Shirin Neshat and the photographic series that shaped her position
Veröffentlicht: 11.07.2026 um 21:08 Uhr, Redaktion AD HOC NEWS, Redaktionelle Verantwortung: Rafael Müller (Chefredaktion)Shirin Neshat is one of the best-known artists to connect photography, video and cinema with the politics of gender and exile. Her carefully staged black-and-white portraits with overlaid Persian text have become a visual shorthand for Iranian female subjectivity in global art discourse.
The early photographic cycles
When Shirin Neshat began working with photography in the early 1990s, she turned to stark frontal portraits that combined veiled female faces with handwritten Farsi text on skin and fabric. These images quickly established her as a central voice on the Iranian diaspora.
In these early works she staged sitters against neutral backgrounds, often looking directly into the camera, while the script - usually poetry or prose - followed the contours of face, hands and chador. The result is a tension between visibility and opacity, as language both reveals and conceals.
From still image to moving image
Shirin Neshat soon expanded her practice from photography into video installations, creating dual-channel and multi-channel works that place viewers between competing images and soundtracks. This shift allowed her to explore time, repetition and narrative alongside the still photographic image.
The video works retain the compositional clarity of the photographs but introduce choreography, music and voice, often drawing on classical Persian poetry and contemporary political texts. The photographic sensibility remains visible in the rigorous framing and the frontal address to the viewer.
All news and background on Shirin Neshat
Further reporting at AD HOC NEWS traces exhibitions, publications and critical reception around Shirin Neshat and related artists in photography and film.
The work core in photography and film
At the core of Shirin Neshat's practice stands the negotiation of identity between Iran and the West, between private and public space, between religious codes and individual agency.

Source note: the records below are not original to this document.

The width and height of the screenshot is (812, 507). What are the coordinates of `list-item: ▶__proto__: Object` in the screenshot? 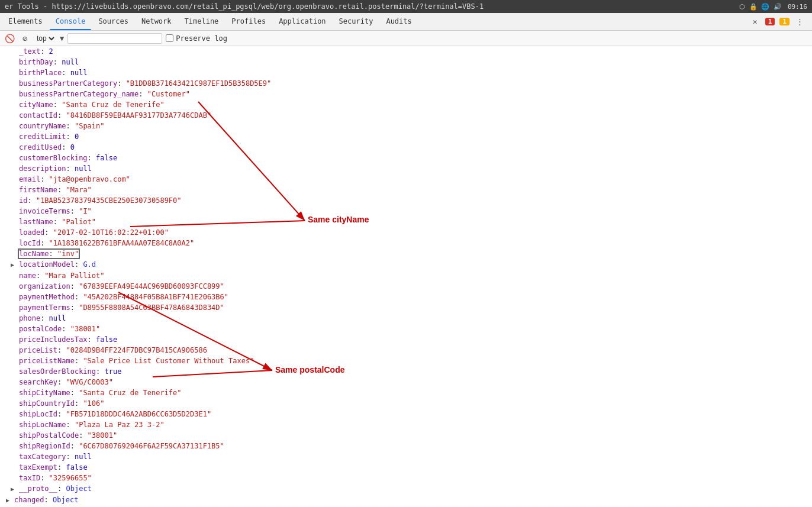 It's located at (406, 489).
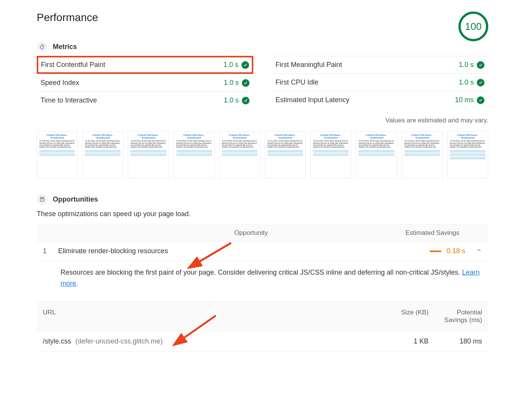  Describe the element at coordinates (309, 65) in the screenshot. I see `metric-name: First Meaningful Paint` at that location.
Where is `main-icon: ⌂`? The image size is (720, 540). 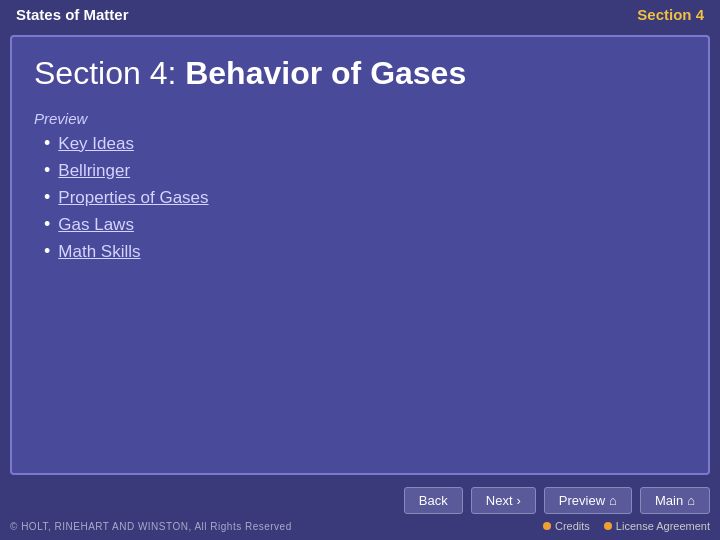
main-icon: ⌂ is located at coordinates (691, 500).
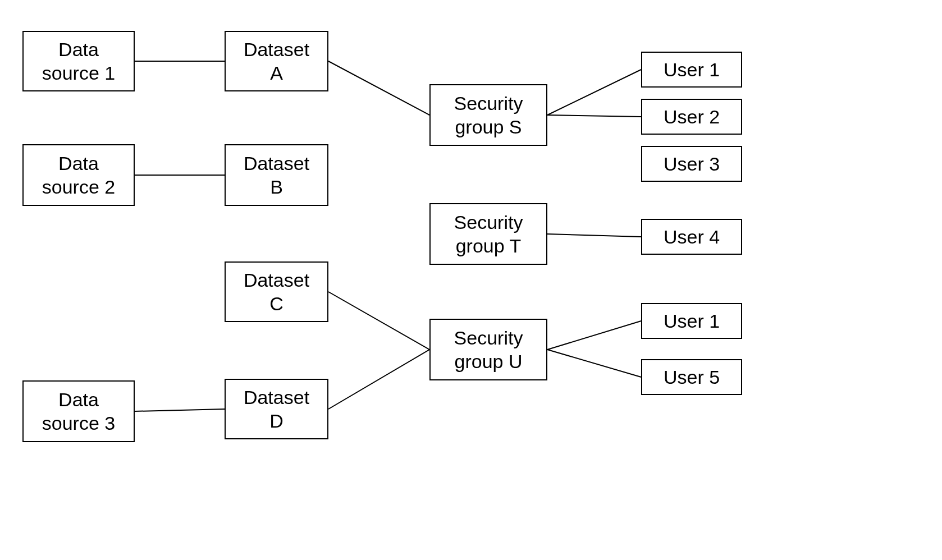 The width and height of the screenshot is (942, 560). What do you see at coordinates (276, 409) in the screenshot?
I see `node-dataset-d: Dataset D` at bounding box center [276, 409].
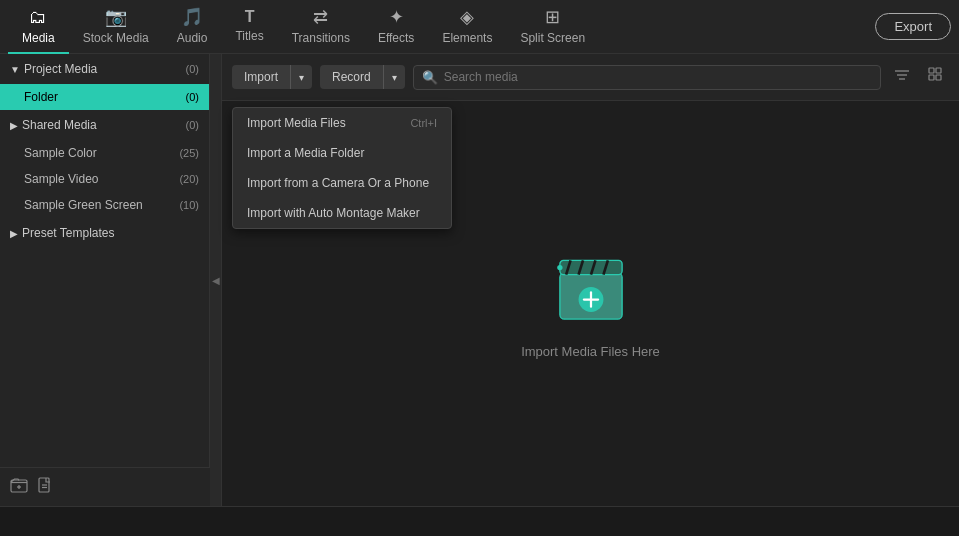  Describe the element at coordinates (342, 123) in the screenshot. I see `dropdown-item-import-media-files: Import Media Files Ctrl+I` at that location.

Her photographs, videos and films often stage female protagonists in charged architectural or natural settings.
Where the artist stands now
Shirin Neshat continues to develop photographic and film projects that revisit questions of exile, gender and history, maintaining a position between art-house cinema and the contemporary exhibition field.

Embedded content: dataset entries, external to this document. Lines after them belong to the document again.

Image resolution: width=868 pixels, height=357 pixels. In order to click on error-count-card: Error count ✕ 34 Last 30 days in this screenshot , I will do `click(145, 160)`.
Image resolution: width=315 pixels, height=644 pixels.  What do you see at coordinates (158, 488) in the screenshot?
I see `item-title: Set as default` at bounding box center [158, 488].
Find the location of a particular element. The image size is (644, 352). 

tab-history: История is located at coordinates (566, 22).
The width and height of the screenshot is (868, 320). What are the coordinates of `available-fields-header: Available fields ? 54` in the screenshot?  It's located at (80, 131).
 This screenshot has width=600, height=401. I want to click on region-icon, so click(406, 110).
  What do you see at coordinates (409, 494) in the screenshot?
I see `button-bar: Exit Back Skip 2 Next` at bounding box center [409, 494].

Key facts on Shirin Neshat
- Artist: Shirin Neshat
- Medium / Genre: Photography, video, film
- Place(s) of practice: Works internationally between visual art and cinema
- Active since: 1990s, with early photographic series on Iranian women
- Key work groups: women of Allah, photographic portraits with calligraphy, dual-channel video installations, feature-length films
- Current/last exhibition: Work regularly shown in institutional survey and group exhibitions focusing on contemporary photography and moving image
- Major collections: Her works are held in leading international art collections and museums with strong photography and media art holdings
- Awards: Recipient of multiple international prizes for photography and film over three decades
- Next date: currently no announced date in the 30-day window
Frequently asked questions about Shirin Neshat
What themes does Shirin Neshat address in her photographic work?
Shirin Neshat focuses on the intersection of gender, religion, power and exile, often using the female body, veiling and Persian calligraphy to visualize how political and cultural systems inscribe themselves on individuals.
How does Shirin Neshat connect photography and film?
She transfers the formal clarity of her still images into video and cinema, using careful framing, frontal address and poetic text while adding sound, choreography and narrative structures that deepen the experience over time.
Why are Shirin Neshat's early series considered influential?
The early photographic series introduced a distinctive visual language for Iranian female subjectivity in global art contexts, influencing how curators, critics and other artists think about representation, diaspora and the politics of the veil.
This article was produced with a.i. support and editorially reviewed. All statements without guarantee; auction results, exhibition dates and awards may change at short notice.